With the help of our political allies such as Senator John Laird and Assemblymember Mark Stone, as well as local County and City officials we were able to organize support to keep Watsonville’s doors open while a deal could be worked on. Our political allies in Sacramento have been able to push for the hopeful creation of a new hospital district for Watsonville to be incorporated into and help to broker a new management deal to keep the Hospital serving the community.

Kaiser Permanente – 2019

In 2019, we negotiated a renewal of a collective bargaining agreement covering 55,000 workers with Kaiser. During this year we were able to secure letters from 93 California state legislators (in the Assembly and Senate) who called on Kaiser to cease their attempts to create a two-tiered wage system, regional wage systems, an end to employee pensions, and an end to free health insurance for Kaiser workers. In addition, we were able to pass and sign SB 343 into law which required Kaiser to publish financial and insurance data more transparently and turn out a plethora of elected officials to statewide labor rallies calling on Kaiser to bargain a fair contract and in good faith.
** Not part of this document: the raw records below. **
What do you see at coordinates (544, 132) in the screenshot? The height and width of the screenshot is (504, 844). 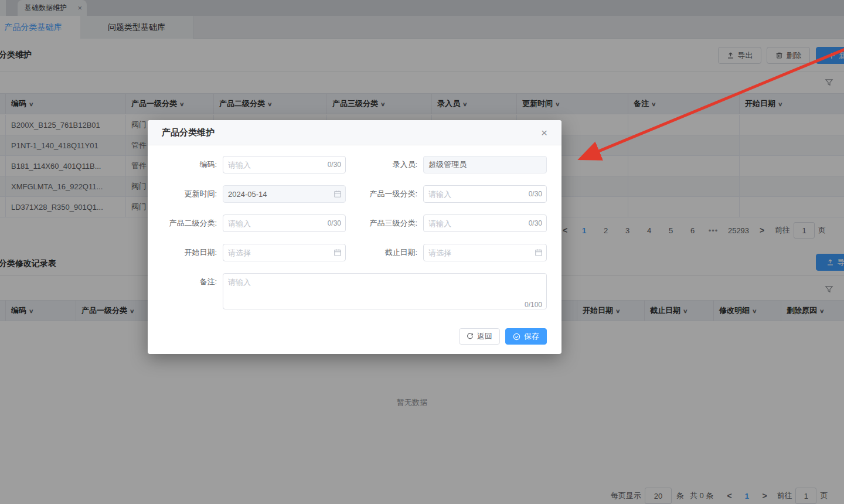 I see `close-icon: ×` at bounding box center [544, 132].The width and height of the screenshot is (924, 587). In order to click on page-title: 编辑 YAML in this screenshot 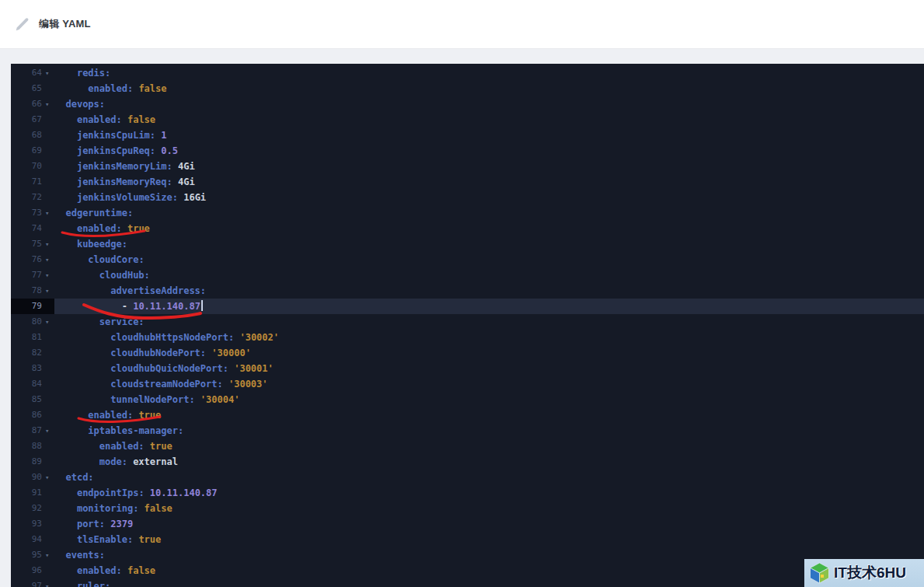, I will do `click(65, 24)`.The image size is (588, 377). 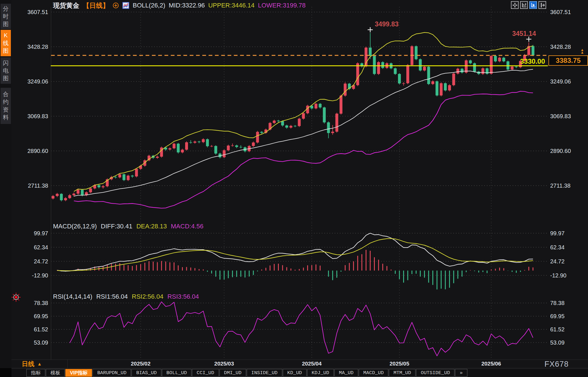 I want to click on bottom-tab-12: MACD_UD, so click(x=374, y=373). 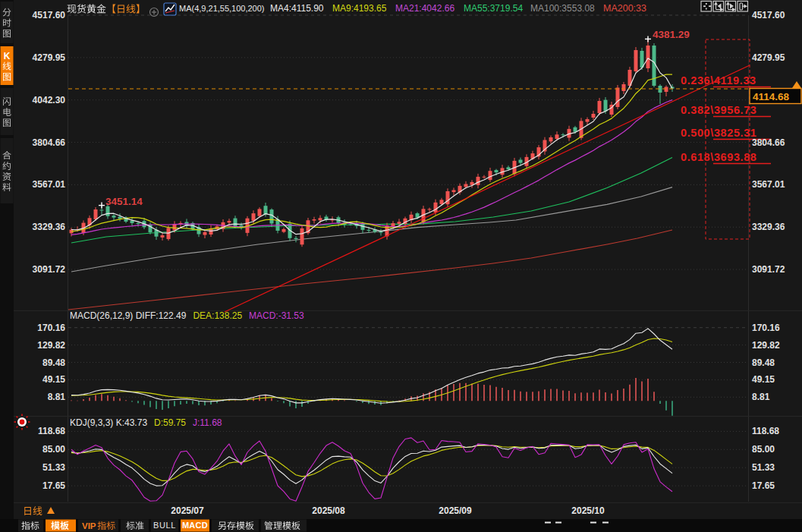 What do you see at coordinates (124, 202) in the screenshot?
I see `svg-text: 3451.14` at bounding box center [124, 202].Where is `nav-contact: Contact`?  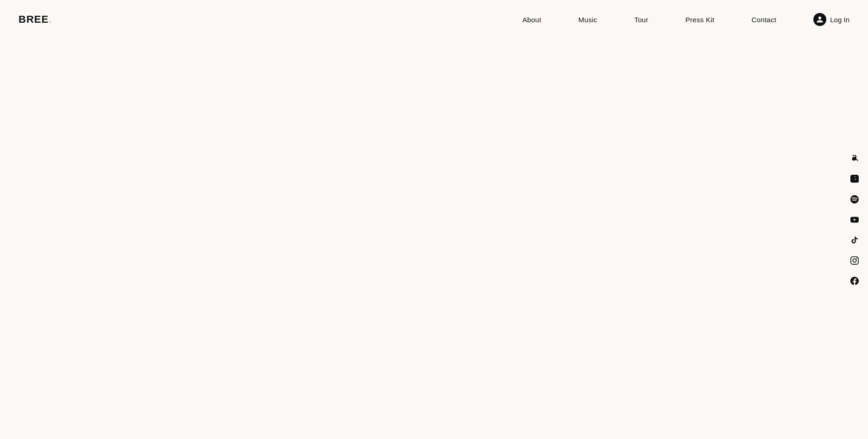 nav-contact: Contact is located at coordinates (764, 19). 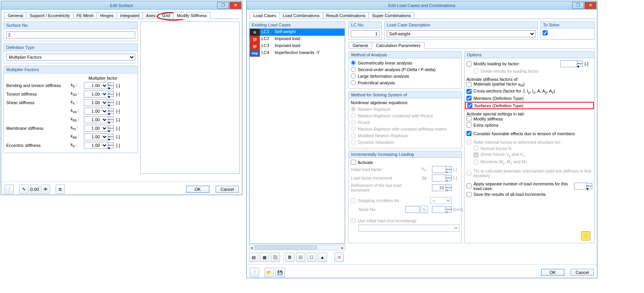 What do you see at coordinates (71, 57) in the screenshot?
I see `definition-type-select: Multiplier Factors` at bounding box center [71, 57].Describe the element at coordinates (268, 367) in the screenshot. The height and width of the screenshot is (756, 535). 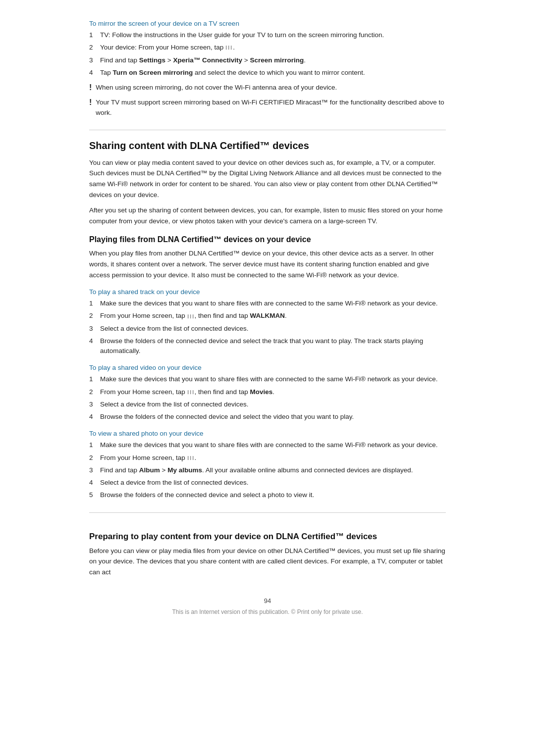
I see `video-link: To play a shared video on your device` at that location. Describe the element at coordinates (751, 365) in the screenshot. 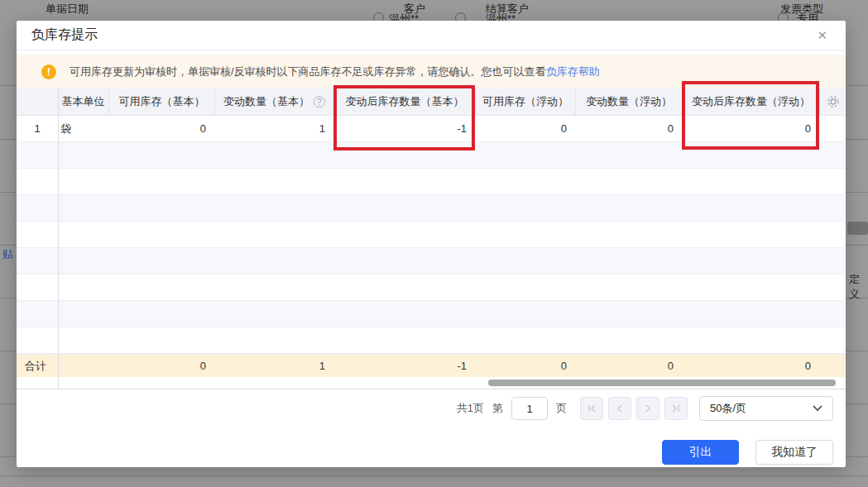

I see `total-after-float: 0` at that location.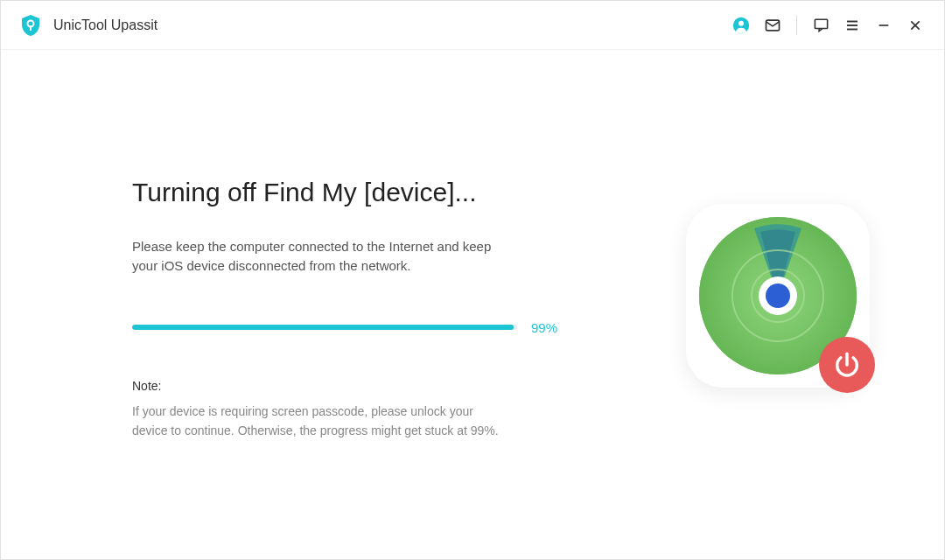 This screenshot has width=945, height=560. What do you see at coordinates (741, 25) in the screenshot?
I see `account-icon` at bounding box center [741, 25].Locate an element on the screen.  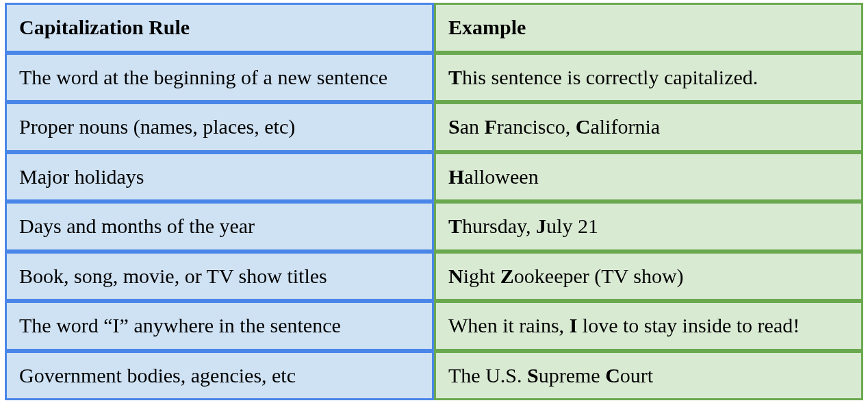
example-text: rancisco, is located at coordinates (537, 126).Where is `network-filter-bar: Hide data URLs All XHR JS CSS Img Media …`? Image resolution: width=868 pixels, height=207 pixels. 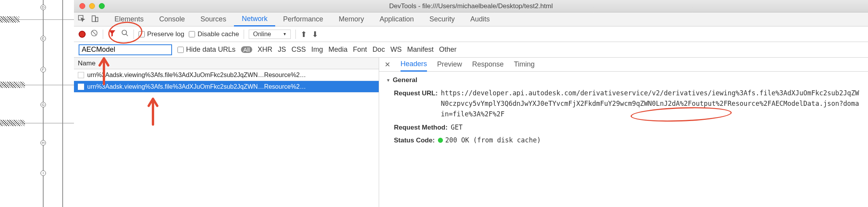
network-filter-bar: Hide data URLs All XHR JS CSS Img Media … is located at coordinates (471, 50).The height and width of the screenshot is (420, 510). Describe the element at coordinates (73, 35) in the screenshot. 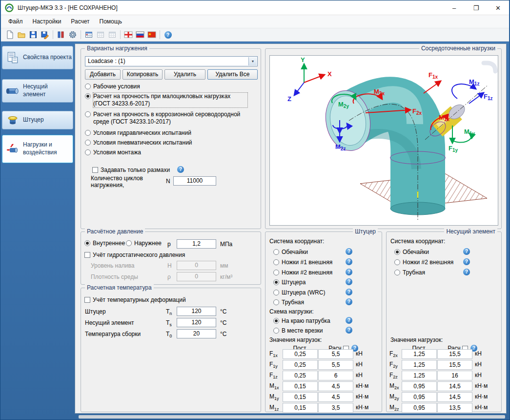

I see `settings-icon` at that location.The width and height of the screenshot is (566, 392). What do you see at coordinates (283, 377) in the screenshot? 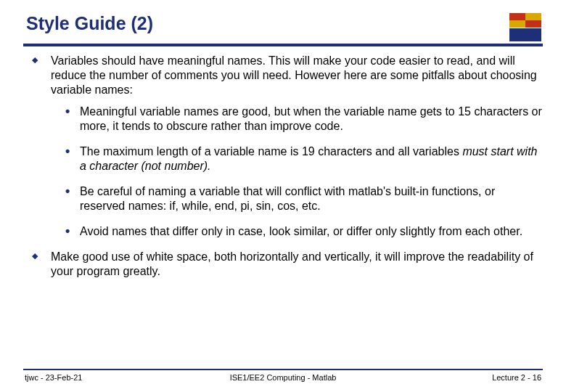
I see `slide-footer: tjwc - 23-Feb-21 ISE1/EE2 Computing - Ma…` at bounding box center [283, 377].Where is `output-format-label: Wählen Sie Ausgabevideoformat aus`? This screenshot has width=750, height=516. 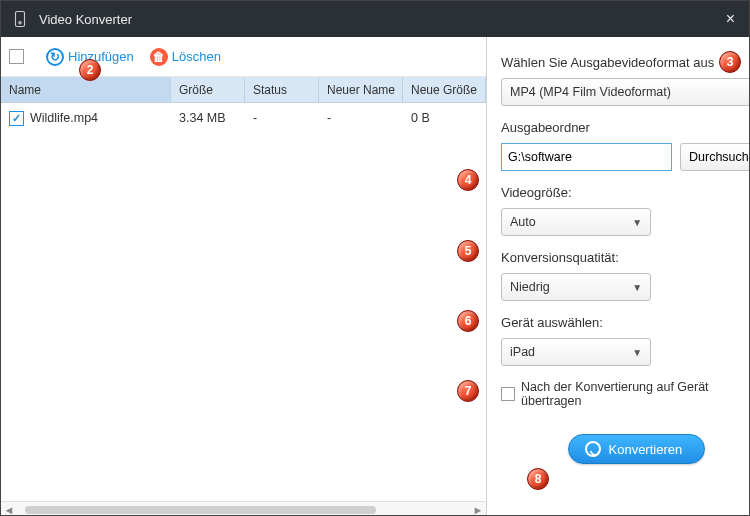
output-format-label: Wählen Sie Ausgabevideoformat aus is located at coordinates (626, 62).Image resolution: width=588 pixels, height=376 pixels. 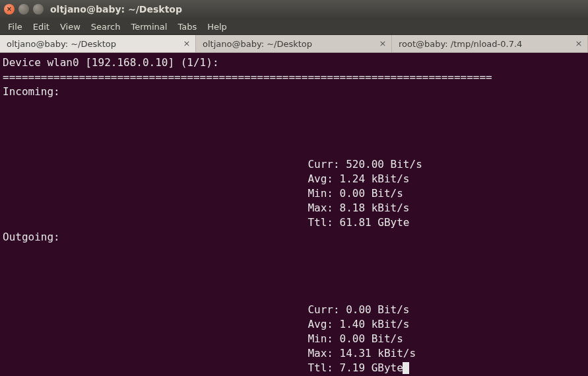 I want to click on nload-outgoing-ttl: Ttl: 7.19 GByte, so click(x=355, y=367).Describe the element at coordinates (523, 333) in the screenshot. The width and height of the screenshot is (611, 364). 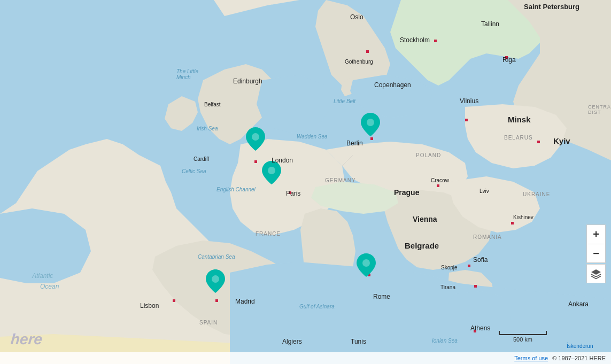
I see `scale-line` at that location.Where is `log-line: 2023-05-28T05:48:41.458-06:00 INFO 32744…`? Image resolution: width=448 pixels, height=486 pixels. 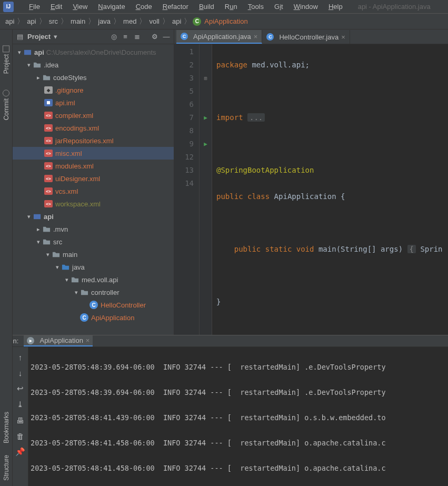 log-line: 2023-05-28T05:48:41.458-06:00 INFO 32744… is located at coordinates (238, 443).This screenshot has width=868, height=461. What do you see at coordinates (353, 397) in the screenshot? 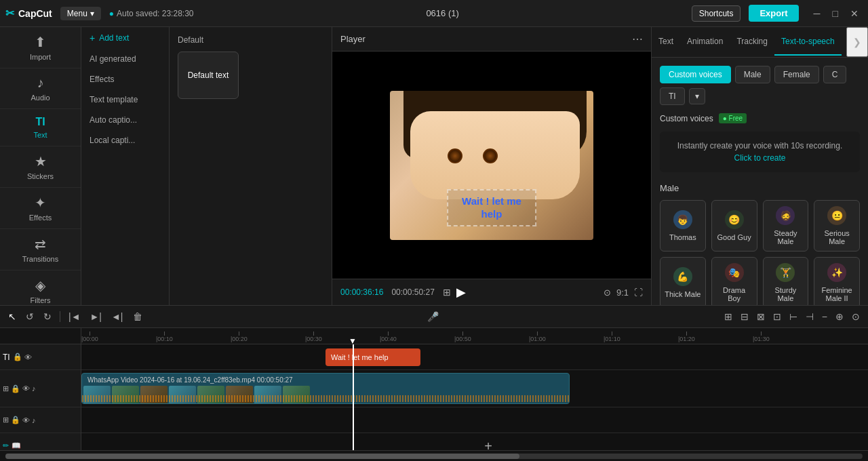
I see `timeline-playhead` at bounding box center [353, 397].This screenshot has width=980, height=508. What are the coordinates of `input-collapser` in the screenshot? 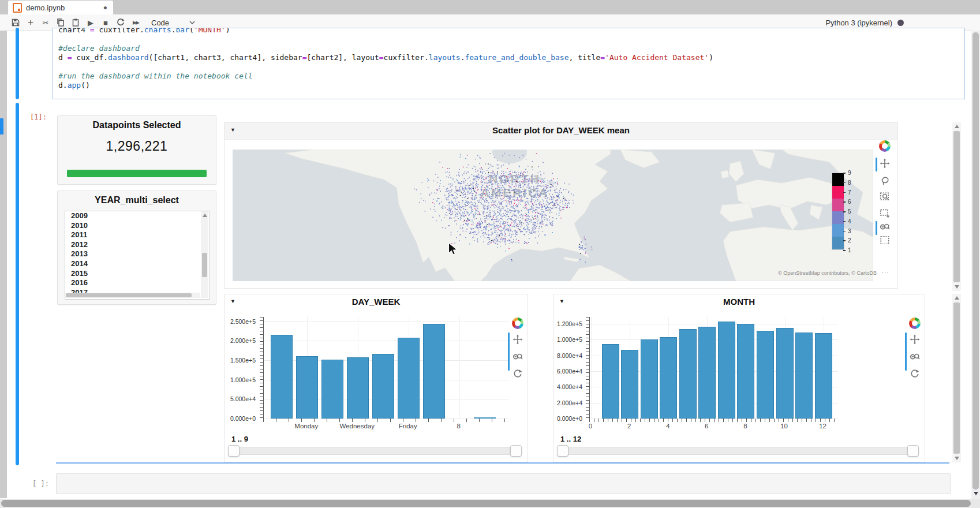 It's located at (17, 64).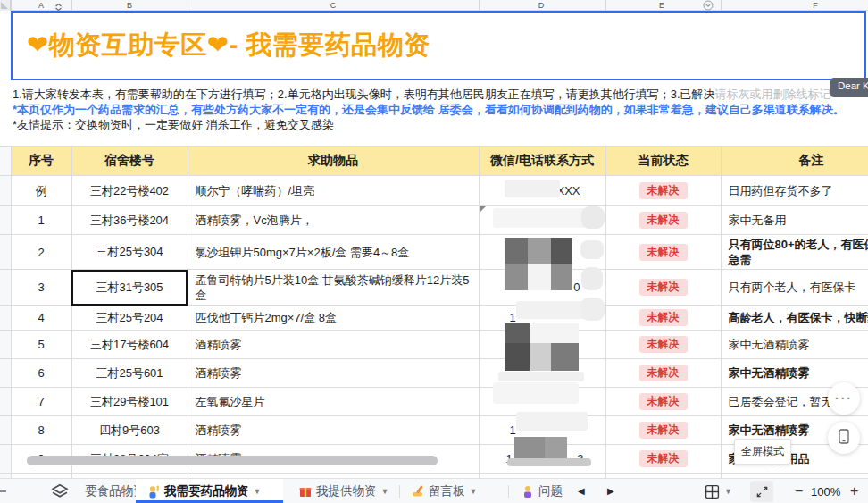 The height and width of the screenshot is (503, 868). I want to click on caret-down-icon: ▼, so click(473, 491).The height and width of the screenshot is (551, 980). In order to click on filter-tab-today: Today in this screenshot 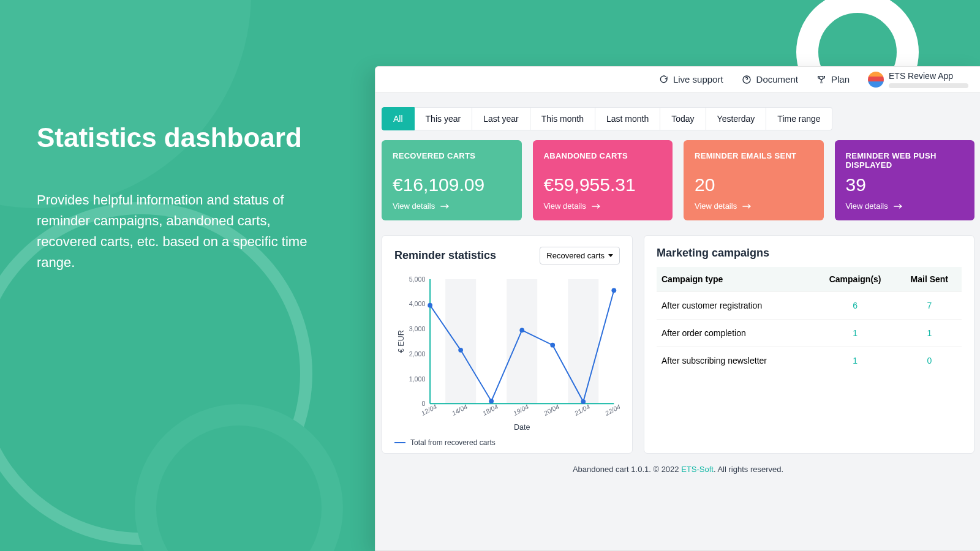, I will do `click(683, 119)`.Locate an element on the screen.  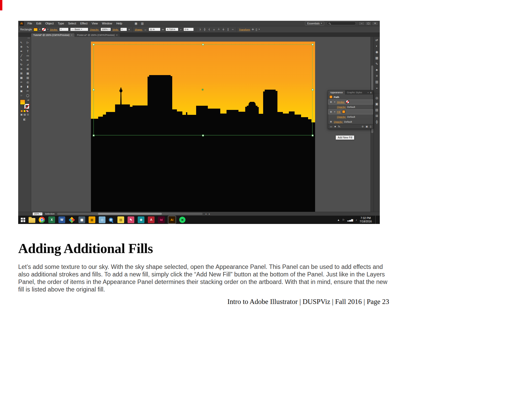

In the end we got a great contract with no takeaways and $130 million money to establish Futuro Health, which invests in skills training and retraining for potential and current allied healthcare workers throughout the State of California.

HCA 2020

During the thick of the COVID-19 pandemic in 2020, HCA’s Regional Medical Center and Good Samaritan in San Jose, decided to wage an attack on frontline healthcare workers by cutting their retirement plans, even though HCA received more than $5.3 billion in taxpayer funded relief. Members met with elected officials in the region and were able to secure a letter from half the San Jose City Council calling out the two facilities for punishing Healthcare Heroes. In addition, we attained the support of Asm. Ash Kalra, Santa Clara Supervisors Dave Cortese and Cindy Chavez.